You can also look at engagement metrics like “Time after Search” and “Average Search Depth,” which show you how customers are behaving on the site after completing a search.<

5) Outcomes and conversions: The keyword report will actually report the end conversion rate for different search terms and that’s probably the best indicator of the success rate that your search function is providing customers. The exit rate, on the other hand, shows you how many customers are leaving, probably because they aren’t finding what they need.

With all these reports, there really are no good or bad metrics. Sometimes a high number is good: lots of customers are using site search because it’s an effective way to get what they need. Sometimes a high number is bad: lots of customers are using site search because they’re having a hard time navigating your site.

But you should monitor these metrics and ask yourself “What does this mean?” or “Why is this changing?”

Conclusion

Google Analytics is a powerful tool that can drive a lot of great business insights, but only if you know where to look.
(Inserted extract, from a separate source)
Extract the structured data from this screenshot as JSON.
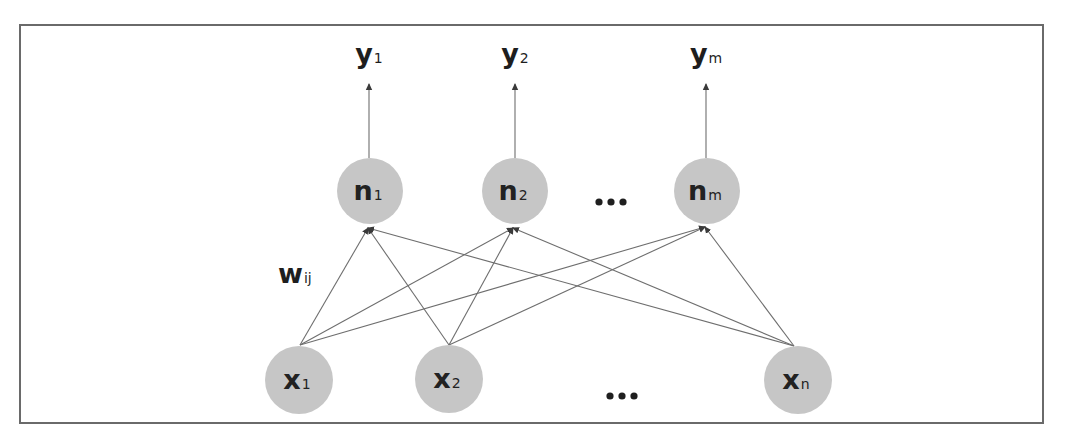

If you haven’t spent much time digging into these reports, you’re probably missing out on some huge growth opportunities for your business.
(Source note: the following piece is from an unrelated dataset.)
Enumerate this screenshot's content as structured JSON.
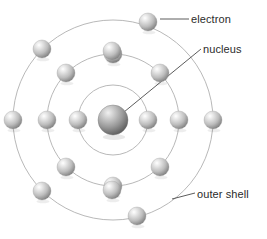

But it’s not too late! Google has been collecting this data for you since you first added the tracking code to your site, so all you have to do is follow these steps, pull up the report, and learn from the data.

CEO

Eric Siu is the CEO of digital marketing agency <a href="https://www.singlegrain.com/">Single Grain</a>, which has helped venture-backed startups and Fortune 500 companies grow their revenues. He's also the founder of two marketing podcasts, Growth Everywhere and Marketing School.